From middle schools through world-class MBA programs, the more we talk and listen, the more the plug and chug and crank approach to learning clearly doesn’t work.

That line is a famous quote from a professor I had years ago. He still teaches Physics, and is supremely dedicated to his job and his students. A great entertainer, I remember enjoying his lectures for his good-natured teasing, funny stories, and huge energy. But he was teaching engineers basic physics and the math that goes with it. We were not an overly talented bunch, and he just hammered through the problems. At the crucial moment, when the incline plane or pulley system had been sufficiently analyzed and the only step remaining was the calculations, he would command “PLUG AND CHUG AND CRANK!” Generations of students have loved him for that, have imitated him endlessly with great affection. I learned physics – at least enough to be a successful engineer as judged by my GPA (magna cum laude:)

But did I understand anything? Not really. Labs were performed by rote memorization, with a TA laying out the steps to get the students out as quickly as possible. Exams were all about studying ‘back exams.’ If a professor was lazy and didn’t change the problems from year to year then that was their luck out and we breezed through the exam.

There were three seminal moments for me as an engineer: the moment I realized that I might really fail and have to switch majors, the Valentine’s Day massacre when I scored the second-highest grade on a math exam covering non-Cartesian coordinate systems, and the statistics course I took as a junior with Dr. Banu Onaral.

The first two moments are subjects for another conversation, but after a term or two of surviving, then a few years of thriving because of my abilities to plug and chug and crank, I finally hit a professor who wanted more and had designed assessments to actually measure the ‘more.’

The class was called Non-Deterministic System – statistics for engineers, I suppose to prepare us for the insane probabilities involved in the physics of semiconductors. But the class was very theoretical. Basically, the problems posed a statistical problem and you had to solve for the probability of a given event. The events were simple but abstract, and revolved around packs of cards and dice, flung into the air with specific parameters.

My roommate at the time was brilliant at these problems. He would glance over the description, avoid the distractions and intended confusions, and pronounce “7/32.” He was always right. I struggled – with the math, with the abstractions, but mostly with the ambiguity of the questions.

Dr. Onaral didn’t give math exams. She gave writing exams. You had to write out your interpretation of the problem and the logic you used to solve it. So all term I don’t think I got anything “right,” at least in the intended manner, but I got excellent grades and an ‘A’ for the course. The exams would come back with notes written in the margins of the problems – little personalized questions and exclamations. And I ‘got’ that the professor had taken the time to engage with my point of view and to look beyond the expected answer. Just that single class, amidst a sea of plugging and chugging, was hugely encouraging to me. That summer, when I interned for a steel mill and was sent to North Carolina to work alongside displaced furniture makers for twice their hourly pay, I was well prepared for the ambiguities of it all. And a more confident engineer.
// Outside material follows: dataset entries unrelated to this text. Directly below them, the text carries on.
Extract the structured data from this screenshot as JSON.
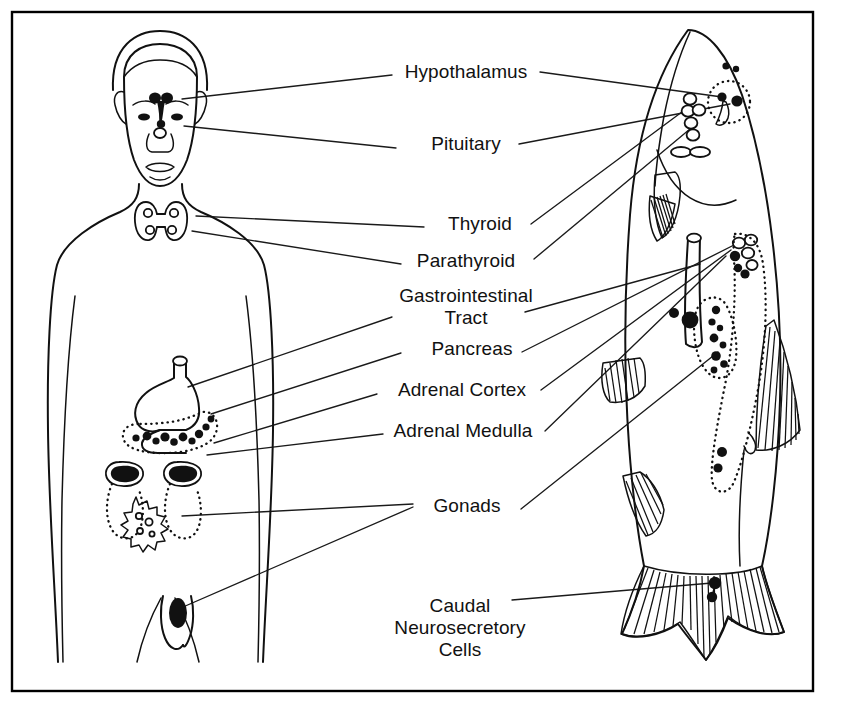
{
  "figure": {
    "border_color": "#000000",
    "ink_color": "#111111",
    "background_color": "#ffffff"
  },
  "labels": [
    {
      "id": "hypothalamus",
      "text": "Hypothalamus",
      "x": 466,
      "y": 78,
      "lines": [
        "Hypothalamus"
      ]
    },
    {
      "id": "pituitary",
      "text": "Pituitary",
      "x": 466,
      "y": 150,
      "lines": [
        "Pituitary"
      ]
    },
    {
      "id": "thyroid",
      "text": "Thyroid",
      "x": 480,
      "y": 230,
      "lines": [
        "Thyroid"
      ]
    },
    {
      "id": "parathyroid",
      "text": "Parathyroid",
      "x": 466,
      "y": 267,
      "lines": [
        "Parathyroid"
      ]
    },
    {
      "id": "gi-tract",
      "text": "Gastrointestinal Tract",
      "x": 466,
      "y": 302,
      "lines": [
        "Gastrointestinal",
        "Tract"
      ]
    },
    {
      "id": "pancreas",
      "text": "Pancreas",
      "x": 472,
      "y": 355,
      "lines": [
        "Pancreas"
      ]
    },
    {
      "id": "adrenal-cortex",
      "text": "Adrenal Cortex",
      "x": 462,
      "y": 396,
      "lines": [
        "Adrenal Cortex"
      ]
    },
    {
      "id": "adrenal-medulla",
      "text": "Adrenal Medulla",
      "x": 463,
      "y": 437,
      "lines": [
        "Adrenal Medulla"
      ]
    },
    {
      "id": "gonads",
      "text": "Gonads",
      "x": 467,
      "y": 512,
      "lines": [
        "Gonads"
      ]
    },
    {
      "id": "caudal-cells",
      "text": "Caudal Neurosecretory Cells",
      "x": 460,
      "y": 612,
      "lines": [
        "Caudal",
        "Neurosecretory",
        "Cells"
      ]
    }
  ],
  "organisms": [
    {
      "id": "human",
      "name": "Human figure",
      "side": "left",
      "glands": [
        {
          "id": "human-hypothalamus",
          "name": "Hypothalamus"
        },
        {
          "id": "human-pituitary",
          "name": "Pituitary"
        },
        {
          "id": "human-thyroid",
          "name": "Thyroid"
        },
        {
          "id": "human-parathyroid",
          "name": "Parathyroid"
        },
        {
          "id": "human-gi-tract",
          "name": "Gastrointestinal Tract"
        },
        {
          "id": "human-pancreas",
          "name": "Pancreas"
        },
        {
          "id": "human-adrenal-cortex",
          "name": "Adrenal Cortex"
        },
        {
          "id": "human-adrenal-medulla",
          "name": "Adrenal Medulla"
        },
        {
          "id": "human-ovary",
          "name": "Gonads (ovary)"
        },
        {
          "id": "human-testis",
          "name": "Gonads (testis)"
        }
      ]
    },
    {
      "id": "fish",
      "name": "Fish figure",
      "side": "right",
      "glands": [
        {
          "id": "fish-hypothalamus",
          "name": "Hypothalamus"
        },
        {
          "id": "fish-pituitary",
          "name": "Pituitary"
        },
        {
          "id": "fish-thyroid",
          "name": "Thyroid"
        },
        {
          "id": "fish-parathyroid",
          "name": "Parathyroid"
        },
        {
          "id": "fish-gi-tract",
          "name": "Gastrointestinal Tract"
        },
        {
          "id": "fish-pancreas",
          "name": "Pancreas"
        },
        {
          "id": "fish-adrenal-cortex",
          "name": "Adrenal Cortex"
        },
        {
          "id": "fish-adrenal-medulla",
          "name": "Adrenal Medulla"
        },
        {
          "id": "fish-gonad",
          "name": "Gonads"
        },
        {
          "id": "fish-caudal-cells",
          "name": "Caudal Neurosecretory Cells"
        }
      ]
    }
  ]
}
So as we’ve talked to business professors who run MBA programs where every exam is a written exam, middle-school teachers who have ended the bell system, and therefore don’t just drop everything after 40 minutes to switch from ‘English’ to ‘History,’ and English professors who have rethought how first-year English should be taught, we’ve been humbled and overjoyed to find like-minded educators. And they’re happy to find us: to streamline the response process, to create exceptional feedback for their students, and to develop rich data (based on the criteria they value) for accreditation and internal discussions. There is always a place for plug and chug and crank – at some points in life you just have to take things on faith – and my physics professor proved that he could make up for the mechanical nature of his approach through charm and sheer entertainment. But for thirty or forty thousand bucks a year (private education in the US) and the demands of a 21st century information economy, students and parents should demand more.

At one of Grant Wiggins workshops over the summer I saw him present this quote, and it is one I always use in presentations and training:

“At both ends of the school career, we deemphasize one-shot, uniform testing in favor of a careful assessment, from different perspectives, of the student’s own projects. We focus more on the student’s ability to extend or play with ideas than on the correctness of answers to generic questions. Each piece of work, be it a drawing or a dissertation, is examined – often through dialogue – for what it reveals about the learner’s habits of mind and ability to create meaning, not his or her ‘knowledge’ of ‘facts.’

At the beginning and end of formal education, we understand that intellectual accomplishment is best judged through a ‘subjective’ but rigorous interaction of mind and mind.”

Just one or two experiences built on this model can be extremely memorable and inspiring for students – and for schools that care about their students’ life after graduation, care about retention rates, and care about alumni involvement, it should be a no-brainer to consciously work more authentic assessment into the curriculum.